After some glowing initial physical prototype tests re-confirmed this positive feedback, the bubble system was formally adopted. For reasons that may already be apparent to experienced designers, this was the first major mistake in Train’s production history. 

 

The original paper prototype for what would become the conversation bubble system.

The original paper prototype for what would become the conversation bubble system.

 

 

Spring 2014

 

    After the initial pitch in Pat’s class, Train lay dormant for about a year, due to programming classes consuming most of my free time and mental energy. Nevertheless, Pat continued to prod me about the project at every given opportunity; “How’s Train doing?” had become his greeting for whenever he saw me in the halls. Though I would laugh and handwave his question away, I had been asking myself the same thing for months, searching for an opportunity to actually bring the project into production. I still (rightfully) lacked confidence in my programming abilities, and knew Train was too big of a project for me and Alice to tackle alone. Creating Train as a senior capstone project was a possibility, but Alice and I both worried that leaving the project alone for that long would result in it being forgotten. What we needed was a team of interested students, particularly programmers, who would be willing to work on the game in their spare time.

Such an opportunity was presented to me by Doris Rusch - a DePaul game design faculty member, the founder of DePaul’s “Play For Change” lab for the development of socially-conscious games, and a staunch believer in the power of games as tools for social change. She very well may have seen that potential in Train before I did. I often wish she would have warned me.

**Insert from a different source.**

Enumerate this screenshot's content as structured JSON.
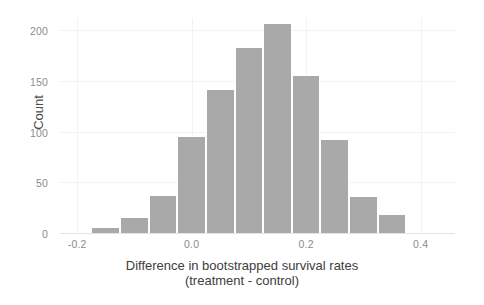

Doris just so happened to be my faculty advisor at DePaul. I mentioned Train to her offhand during an advising meeting, and she immediately took interest, checking in on the project’s status regularly. Thanks to her motivating spirit and undying support, we were able to turn a chance set of circumstances - an unexpected free class/credit slot - into an independent study that served as the true jumping off point for Train’s development. 

Doris and I worked together to create a production roadmap for this 10-week class, mainly focused on preproduction and forming the project pipeline in order to continue development over the summer. The very first decision we made was to dramatically reduce scope from the initial pitch; due to the limited time we had to work with, the number of NPC passengers was reduced from four to one. We chose to continue with Tanya, due to the low representation of black women in video games. The rest of the game’s structure - the conversation bubble system, the platforming dreamscape, Raymond, and the minigames - remained unchanged.

I was to serve as the project director, while also focusing on writing the game’s script. With these two roles keeping my hands full, it would be important to hold in-person meetings once a week to keep the rest of the development on track. Preproduction tasks, such as concept art and systems prototyping, would have to happen in parallel, with my creative input being my only participation. Doris would serve as an intermediary, helping to coordinate production tasks with the rest of the team, as well as advising me on what amounted to my very first role as a project lead.

Once a plan was in place, assembling a team proved to be much easier than I had anticipated. Thanks to her contagious enthusiasm, Doris was able to recruit a band of students who expressed interest in the project, and enrolled them all in the independent study to ensure their commitment. Zac Gross and Thomas Bauers, two programmers, joined onto the project, along with Rachelle Jackson, an artist, and Gabriel Garcia, a game audio specialist. With Alice and I rounding out the roster, we finally had enough talent assembled to start working on Train in earnest. Kicking off with a humble team lunch in the Chicago Loop on a chilly April morning, Train’s development formally began in the spring quarter of 2014. 

Our production timeline planned for the team to work on the game through spring quarter and during the summer, with a beta target date of September that very same year.

Train would not see release until March of 2017.

Maybe it’s best that it happened that way.